Toyota TMHUK076 Manual Handling Guide 0211 PDF

Toyota Manual Handling GuidecontentToyota Manual Handling Guide Creating a culture of safety www.toyota-forklifts.co.uk MORE THAN A THIRD OF ALL INDUSTRIAL ACCIDENTS EVERY YEAR ARE CAUSED BY HANDLING LOADS Kinds of accidents causing injury* Types of injury caused by handling accidents* Falls - 4% Other - 20% Sprain / Strain - 69% Trips - 23% Superficial - 4% Fracture - 4% Laceration - 11% Handling - 38% Struck By - 15% Contusion - 6% Other - 6% Sites of injury caused by handling accidents* Other - 16% Upper limb - 11% Back - 47% Hand - 6% * Source. HSE. Finger - 15% Manual Handling Operations Regulations, 2004 Lower limb - 5% Manual handling: not just hands When you’re lifting, or stacking, or moving things about, you’re not just using your hands. You’re using all the tools at your disposal, all the muscles, joints and ligaments in your body. People with manual handling tasks use these tools every day. But like anything used frequently, these tools – these muscles, joints and ligaments – get taken for granted. That’s when accidents happen. In fact, more than a third of all industrial accidents, every year, are caused by handling loads. Just by pushing, pulling, or lifting. Most of these injuries are strains – to back, arms, hands, fingers – and sprains: to the wrist, the thumb, the ankle. These accidents are often caused by lifting heavy things too often, or twisting round to stack things at the side, or pulling loads by the simple measure of bracing the back and giving a good heave. Many of these accidents can be prevented.
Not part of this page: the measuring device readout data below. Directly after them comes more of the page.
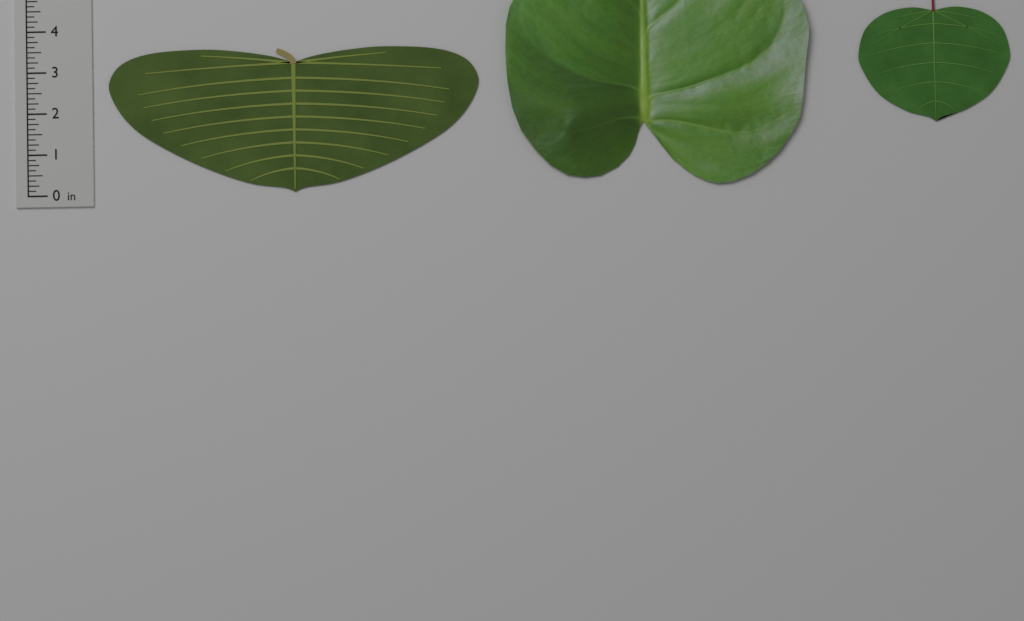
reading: 3.500 in
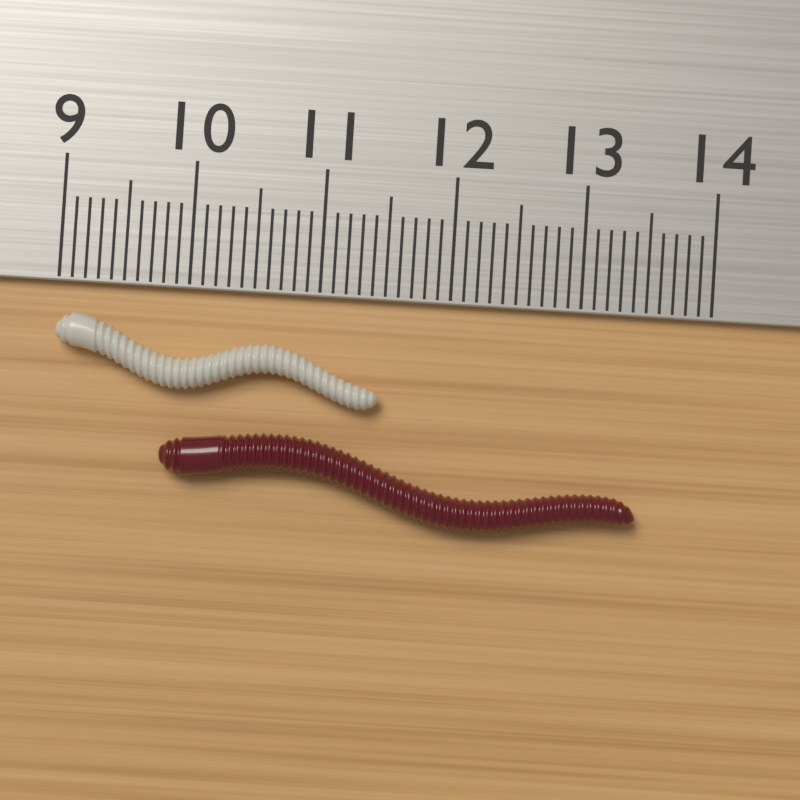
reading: 11.5 cm
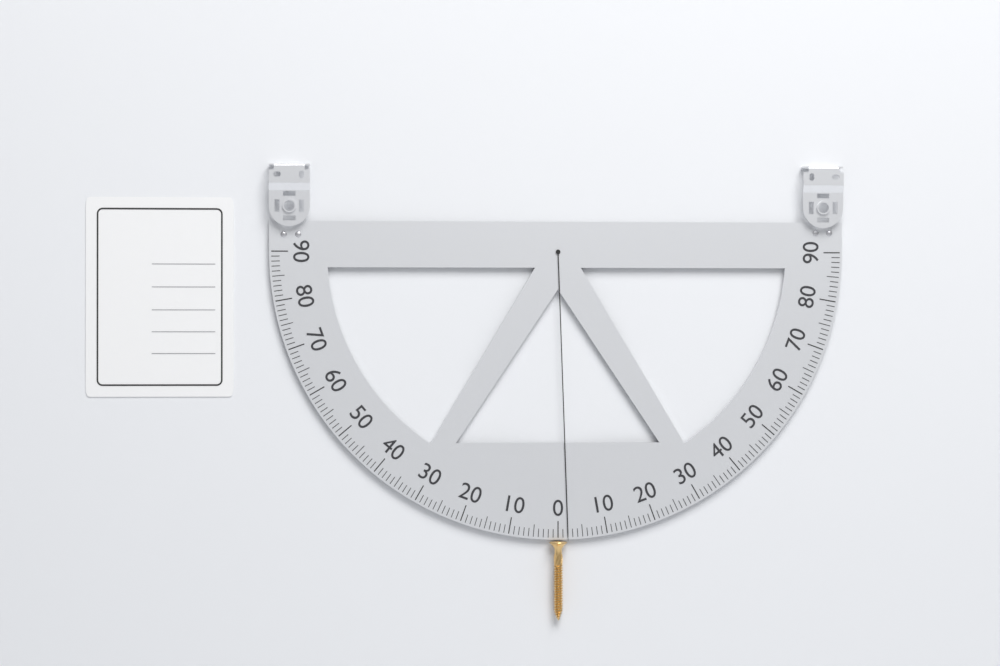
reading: 2 (no unit)
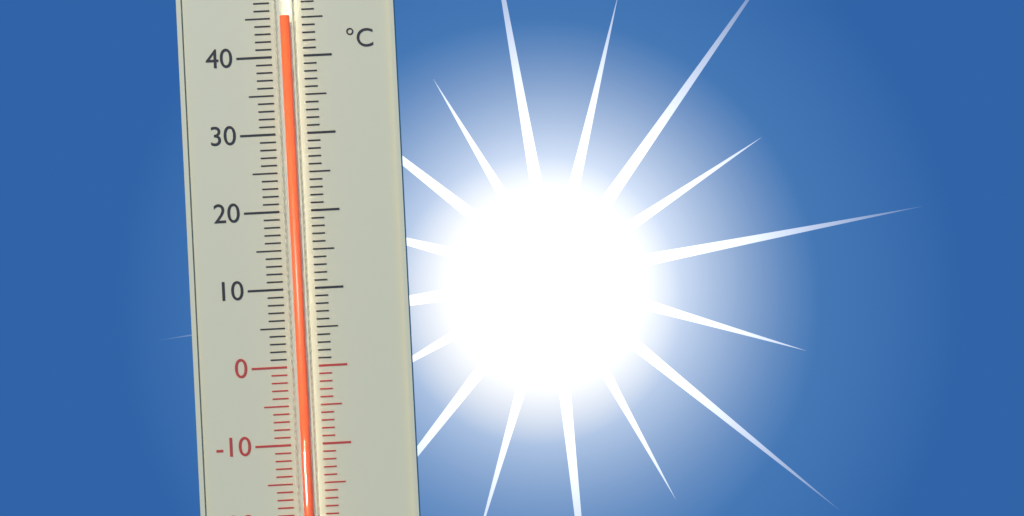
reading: 45 °C
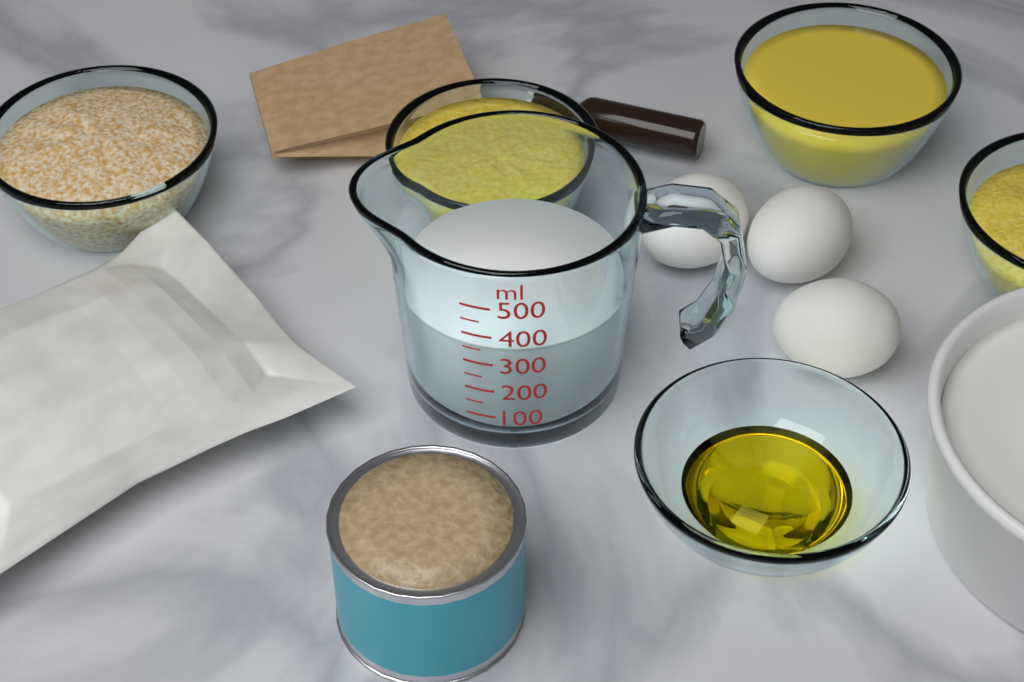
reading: 350 ml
They should be prevented, in fact, because employers have the legal duty to ‘So far as is reasonably practical, avoid the need for their employees to undertake any manual handling operations at work which involve a risk to their being injured’*. It is in employers’ legal interests to make sure their employees are handling goods and loads safely. It’s also in their economic interests. Millions of working hours are lost every year through injury, and personal injury cases and compensation packages can prove costly. Employers could even boost productivity by training their employees to handle loads properly, or by providing materials handling equipment to aid them with the job. Lifting something by hand is hard work; fortunately today’s employer has solutions to lighten the load.

Keep it close to the body The further away the load, the more stress on your lower back. Holding a load at arms length puts five times more weight on your back than holding it close to you. Keeping it close to your chest makes you more stable – and the friction of your clothes helps keep the weight where you want it.